Social media is also making it very difficult to say any thing, without that becoming quickly politicised too. Having an opinion is jumped upon and attacked, often with non-sensical arguments based on rumours or conspiracy theories.
So, I think I will go ahead and express my thoughts anyway and "roll with the punches." To say nothing and keep it all inside is the cowards way out.
I am therefore, glad that hostages are being released from Gaza and Palestinians from jails in Israel.
I note that both sides are releasing the less controversial prisoners first. Women, children and non-Israelis from the Hamas side and women and teenage boys (often just detained but not charged) from the Israeli side. There is still a long, long way to go.
The massacre of so many Israelis by Hamas and associated Islamic groups is unforgiveable, and I can understand why Israel wants revenge and the extermination of Hamas.

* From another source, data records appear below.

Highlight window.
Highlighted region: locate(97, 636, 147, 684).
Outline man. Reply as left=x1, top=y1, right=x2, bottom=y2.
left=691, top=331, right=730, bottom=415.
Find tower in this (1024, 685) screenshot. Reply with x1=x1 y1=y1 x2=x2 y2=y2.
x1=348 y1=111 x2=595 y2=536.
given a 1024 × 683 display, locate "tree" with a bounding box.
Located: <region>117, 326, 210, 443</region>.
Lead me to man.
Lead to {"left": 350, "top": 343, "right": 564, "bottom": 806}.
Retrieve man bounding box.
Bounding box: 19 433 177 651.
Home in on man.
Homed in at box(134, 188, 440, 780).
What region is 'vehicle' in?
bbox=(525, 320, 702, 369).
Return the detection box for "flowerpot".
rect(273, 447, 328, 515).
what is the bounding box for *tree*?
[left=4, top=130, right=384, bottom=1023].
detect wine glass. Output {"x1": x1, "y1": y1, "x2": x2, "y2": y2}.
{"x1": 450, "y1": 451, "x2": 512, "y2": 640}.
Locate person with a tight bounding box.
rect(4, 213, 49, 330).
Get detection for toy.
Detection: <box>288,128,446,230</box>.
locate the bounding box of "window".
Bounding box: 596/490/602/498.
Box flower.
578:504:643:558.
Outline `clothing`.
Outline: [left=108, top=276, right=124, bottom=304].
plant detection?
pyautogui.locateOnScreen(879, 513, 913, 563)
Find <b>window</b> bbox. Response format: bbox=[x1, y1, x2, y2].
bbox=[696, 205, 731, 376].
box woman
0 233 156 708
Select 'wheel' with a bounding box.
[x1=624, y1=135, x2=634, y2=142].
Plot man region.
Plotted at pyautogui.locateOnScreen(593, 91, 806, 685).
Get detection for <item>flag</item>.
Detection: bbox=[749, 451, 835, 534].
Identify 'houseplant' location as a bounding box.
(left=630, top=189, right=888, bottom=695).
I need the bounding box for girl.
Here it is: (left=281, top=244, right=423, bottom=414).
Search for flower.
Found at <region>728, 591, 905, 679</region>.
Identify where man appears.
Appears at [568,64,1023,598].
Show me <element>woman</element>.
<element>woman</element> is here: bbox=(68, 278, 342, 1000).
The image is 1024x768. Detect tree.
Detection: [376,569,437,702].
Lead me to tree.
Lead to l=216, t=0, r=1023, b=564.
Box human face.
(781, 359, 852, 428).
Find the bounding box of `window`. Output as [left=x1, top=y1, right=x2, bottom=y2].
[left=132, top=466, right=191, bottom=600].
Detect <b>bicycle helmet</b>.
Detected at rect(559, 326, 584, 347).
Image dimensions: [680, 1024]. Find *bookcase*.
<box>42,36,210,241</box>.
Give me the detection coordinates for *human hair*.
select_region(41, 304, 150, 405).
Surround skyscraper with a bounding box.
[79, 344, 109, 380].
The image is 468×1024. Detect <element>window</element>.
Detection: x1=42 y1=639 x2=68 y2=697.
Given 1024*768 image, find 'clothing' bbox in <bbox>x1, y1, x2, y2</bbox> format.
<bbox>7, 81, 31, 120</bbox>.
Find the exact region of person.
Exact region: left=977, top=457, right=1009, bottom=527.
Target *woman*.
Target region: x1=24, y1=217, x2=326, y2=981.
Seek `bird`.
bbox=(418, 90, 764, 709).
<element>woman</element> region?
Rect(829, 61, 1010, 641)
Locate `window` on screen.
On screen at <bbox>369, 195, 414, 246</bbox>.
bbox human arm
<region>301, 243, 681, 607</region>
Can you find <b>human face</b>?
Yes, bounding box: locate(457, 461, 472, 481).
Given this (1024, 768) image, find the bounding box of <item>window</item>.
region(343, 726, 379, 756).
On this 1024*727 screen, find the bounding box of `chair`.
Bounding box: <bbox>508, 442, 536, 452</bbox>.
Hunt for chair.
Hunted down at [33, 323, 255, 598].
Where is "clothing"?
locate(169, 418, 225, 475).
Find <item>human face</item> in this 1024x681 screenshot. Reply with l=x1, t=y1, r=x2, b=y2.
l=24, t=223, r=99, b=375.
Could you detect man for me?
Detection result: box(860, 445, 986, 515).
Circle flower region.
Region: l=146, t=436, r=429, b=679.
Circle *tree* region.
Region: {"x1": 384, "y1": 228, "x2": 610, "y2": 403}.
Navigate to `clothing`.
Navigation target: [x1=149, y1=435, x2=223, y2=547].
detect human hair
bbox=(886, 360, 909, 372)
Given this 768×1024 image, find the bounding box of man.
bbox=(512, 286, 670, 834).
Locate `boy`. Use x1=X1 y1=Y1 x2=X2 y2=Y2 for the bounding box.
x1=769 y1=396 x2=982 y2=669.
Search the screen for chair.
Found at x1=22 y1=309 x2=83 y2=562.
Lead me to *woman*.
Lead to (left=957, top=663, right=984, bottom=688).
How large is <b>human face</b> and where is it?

I am angry, however, that Israel's retaliation has now killed almost 15,000 Palestinians, including - worst of all - 6,000 children. Most of those deaths will be of innocent by-standers.
There can be no justification at all for such slaughter, which increasingly feels like genocide.
Israel's government is foolish if it thinks that this is going to go any way to finding a solution. The world's 14.3 million Palestinians will neither forgive nor forget.
Having said my piece, until the next time, take good care of yourself - and be kind to your neighbours and caring, generous and patient with those less fortunate than we are.
All good wishes,
My newsletter is a smorgasbord of my thoughts about the topical, world affairs, the personal, the funny and things large and small that catch my interest - and I hope yours too! I have been a Counsellor and Psychotherapist for more than 40 years, as well as a Blogger, Writer, and Human Rights Defender.